Here’s how Stanford students are tackling COVID-19

From helping develop medical equipment to creating art, Stanford students from across departments and academic disciplines are finding ways to support their communities during the COVID-19 pandemic.

Stanford students are among the university affiliates who are helping to meet the challenges created by COVID-19.

In the weeks since the pandemic shut down the Stanford campus, students from across the university have stepped up to help address the virus and its ramifications, often in their home communities. From helping develop medical equipment for under-resourced hospitals to organizing donation drives, Stanford students are finding creative ways to give back during these unprecedented times.

Following is a sampling of their work.

Stanford students help connect farmers with food banks

Stanford sophomores James Kanoff and Stella Delp created the not-for-profit FarmLink to salvage surplus food from farmers and donate it to overwhelmed food banks.

Not yet able to treat patients, Stanford medical students help caregivers

Unable to meet with patients and prevented from taking part in most clinical rotations, students at the Stanford School of Medicine have found ways to support physicians and nurses during the COVID-19 pandemic.

Stanford students launch incubator to support projects fighting COVID-19

The COVID-19 Response Innovation Lab has convened hundreds of Stanford affiliates to form or volunteer on projects addressing the pandemic.

Stanford student helps design ventilator for COVID-19 patients in Peru

First-year student Marcelo Peña has teamed up with researchers in his home country of Peru to develop a unique and affordable ventilator for treating patients with COVID-19.

Stanford students map free meals for Bay Area schoolchildren

An interdisciplinary team of Stanford students created a virtual map showing where local schoolchildren can receive free meals during school closures caused by the COVID-19 pandemic.

Students help physicians with rapid-response COVID-19 answers

Stanford medical and physician assistant students – sidelined from clinical rotations during the pandemic – have created a website to help physicians receive answers to questions related to COVID-19.

Stanford golfer does her part to keep frontline workers healthy

Stanford golfer Mika Liu, ’21, is working with her family to provide reusable filtered cloth masks to medical and law enforcement personnel during the COVID-19 pandemic.

Stanford researchers help develop privacy-focused coronavirus alert app

Grad student Tina White is part of a team of researchers who built an app that alerts people to possible COVID-19 infections.

Stanford med students use artistic talents to combat COVID

As the pandemic spread around the world, Stanford medical student Ryan Brewster founded COVID Creatives, a group of artists and designers offering free infographics, posters and other materials to health care providers.

In service to others

Since their season was cut short due to COVID-19, sophomore Wiley Rogers and the Stanford sailing team have been busy supporting those in need.

Stanford medical students provide coronavirus answers to the homeless

Three Stanford medical students have teamed up with a local nonprofit to provide reassurance and reliable information about COVID-19 to the homeless community.

Stanford students help overwhelmed lab in Monterey County with COVID-19 testing

After learning that the county’s Public Health Lab was short-staffed and struggling to meet demand for testing, Stanford graduate student Paul Bump rallied his fellow researchers to volunteer their time.

Students launch food-science blog for sheltering in place

Engineering PhD student Rachel Huang is among the students in the Stanford Polymer Collective who created the food science blog The Big Nano. The blog features fun food science activities and experiments that readers can do at home while sheltering-in-place. Past blogs by Huang and fellow grad students Vivian Feig, Yuelang Chen, Chunzi Liu and Abby Grosskopf, have demonstrated how to make chocolates, boba and foamy coffee.

Students learn how to build COVID-19 mathematical projection models for policymakers

In a new course from the Stanford Health Policy program, students learn to build COVID-19 mathematical projection models for policymakers.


§ **Aim of the task**:
The exercise asks you to copy every line below in which "this" appears.

§ **Records from a collection of figures**:

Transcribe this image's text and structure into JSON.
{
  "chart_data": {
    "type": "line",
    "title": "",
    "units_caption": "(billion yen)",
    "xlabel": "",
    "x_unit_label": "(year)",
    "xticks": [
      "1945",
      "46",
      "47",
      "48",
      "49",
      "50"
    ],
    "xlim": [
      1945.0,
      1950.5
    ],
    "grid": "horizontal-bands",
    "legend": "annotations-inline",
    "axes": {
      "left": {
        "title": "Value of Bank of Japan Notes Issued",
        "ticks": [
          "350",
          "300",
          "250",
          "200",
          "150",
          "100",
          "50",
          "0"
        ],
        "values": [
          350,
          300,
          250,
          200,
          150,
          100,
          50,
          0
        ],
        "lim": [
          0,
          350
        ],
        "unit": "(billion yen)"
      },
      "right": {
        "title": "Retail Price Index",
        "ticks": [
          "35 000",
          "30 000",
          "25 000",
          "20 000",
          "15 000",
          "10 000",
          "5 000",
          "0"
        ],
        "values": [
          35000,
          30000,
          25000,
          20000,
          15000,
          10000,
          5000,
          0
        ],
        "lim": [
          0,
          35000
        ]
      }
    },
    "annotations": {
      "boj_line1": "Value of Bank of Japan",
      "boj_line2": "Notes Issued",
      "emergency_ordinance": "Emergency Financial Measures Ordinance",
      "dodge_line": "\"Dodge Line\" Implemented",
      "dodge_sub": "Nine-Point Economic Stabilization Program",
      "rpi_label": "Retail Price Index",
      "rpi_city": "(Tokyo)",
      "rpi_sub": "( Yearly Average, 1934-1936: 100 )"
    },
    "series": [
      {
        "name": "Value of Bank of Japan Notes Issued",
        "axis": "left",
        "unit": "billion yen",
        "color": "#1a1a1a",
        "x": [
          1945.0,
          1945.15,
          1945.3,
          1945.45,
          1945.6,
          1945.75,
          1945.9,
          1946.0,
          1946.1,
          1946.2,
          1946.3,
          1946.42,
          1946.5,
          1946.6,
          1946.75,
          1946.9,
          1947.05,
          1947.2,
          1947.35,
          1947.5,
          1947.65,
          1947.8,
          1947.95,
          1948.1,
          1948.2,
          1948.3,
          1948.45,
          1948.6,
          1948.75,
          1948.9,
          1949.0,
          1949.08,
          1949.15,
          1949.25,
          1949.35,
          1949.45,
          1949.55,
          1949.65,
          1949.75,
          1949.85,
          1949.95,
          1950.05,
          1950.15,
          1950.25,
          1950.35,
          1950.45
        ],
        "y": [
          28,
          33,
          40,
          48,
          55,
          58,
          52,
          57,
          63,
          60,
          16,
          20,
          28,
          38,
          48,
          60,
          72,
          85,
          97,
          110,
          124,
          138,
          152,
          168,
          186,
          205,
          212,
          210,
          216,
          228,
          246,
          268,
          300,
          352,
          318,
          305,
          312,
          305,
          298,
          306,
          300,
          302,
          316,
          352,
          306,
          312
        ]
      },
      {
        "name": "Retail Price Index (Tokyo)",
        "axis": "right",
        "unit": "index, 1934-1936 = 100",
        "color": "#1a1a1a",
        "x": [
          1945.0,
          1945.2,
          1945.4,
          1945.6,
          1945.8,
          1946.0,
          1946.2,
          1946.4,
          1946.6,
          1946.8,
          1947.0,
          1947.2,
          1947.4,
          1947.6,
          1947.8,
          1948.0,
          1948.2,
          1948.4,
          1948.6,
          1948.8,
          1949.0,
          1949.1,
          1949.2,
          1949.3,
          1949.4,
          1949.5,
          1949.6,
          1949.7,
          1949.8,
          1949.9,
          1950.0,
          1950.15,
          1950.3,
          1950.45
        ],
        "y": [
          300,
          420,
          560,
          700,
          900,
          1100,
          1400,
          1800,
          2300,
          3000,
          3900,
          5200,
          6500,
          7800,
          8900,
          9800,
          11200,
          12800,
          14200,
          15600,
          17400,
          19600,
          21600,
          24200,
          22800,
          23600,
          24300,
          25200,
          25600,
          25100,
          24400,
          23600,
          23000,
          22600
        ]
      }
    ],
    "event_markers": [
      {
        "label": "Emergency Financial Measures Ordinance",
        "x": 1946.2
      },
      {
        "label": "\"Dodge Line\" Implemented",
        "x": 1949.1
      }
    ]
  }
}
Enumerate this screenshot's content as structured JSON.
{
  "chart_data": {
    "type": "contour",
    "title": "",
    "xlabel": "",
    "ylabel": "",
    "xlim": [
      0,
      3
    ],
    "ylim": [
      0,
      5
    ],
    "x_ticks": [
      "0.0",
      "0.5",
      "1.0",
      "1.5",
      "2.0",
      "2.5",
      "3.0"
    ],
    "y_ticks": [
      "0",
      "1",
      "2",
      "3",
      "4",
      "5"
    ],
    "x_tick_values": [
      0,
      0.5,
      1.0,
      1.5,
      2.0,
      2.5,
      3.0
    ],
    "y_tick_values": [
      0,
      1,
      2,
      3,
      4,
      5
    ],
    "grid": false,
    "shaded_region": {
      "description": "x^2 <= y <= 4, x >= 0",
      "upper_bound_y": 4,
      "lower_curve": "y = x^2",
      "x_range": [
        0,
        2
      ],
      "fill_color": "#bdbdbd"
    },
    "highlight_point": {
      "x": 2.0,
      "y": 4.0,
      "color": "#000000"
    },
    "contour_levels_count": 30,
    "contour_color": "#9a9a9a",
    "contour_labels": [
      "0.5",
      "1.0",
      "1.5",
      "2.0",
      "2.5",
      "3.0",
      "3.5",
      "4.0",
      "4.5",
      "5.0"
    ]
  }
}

§ **Expected output**:
Transcribe this image's text and structure into JSON.
Enumerate this screenshot's content as structured JSON.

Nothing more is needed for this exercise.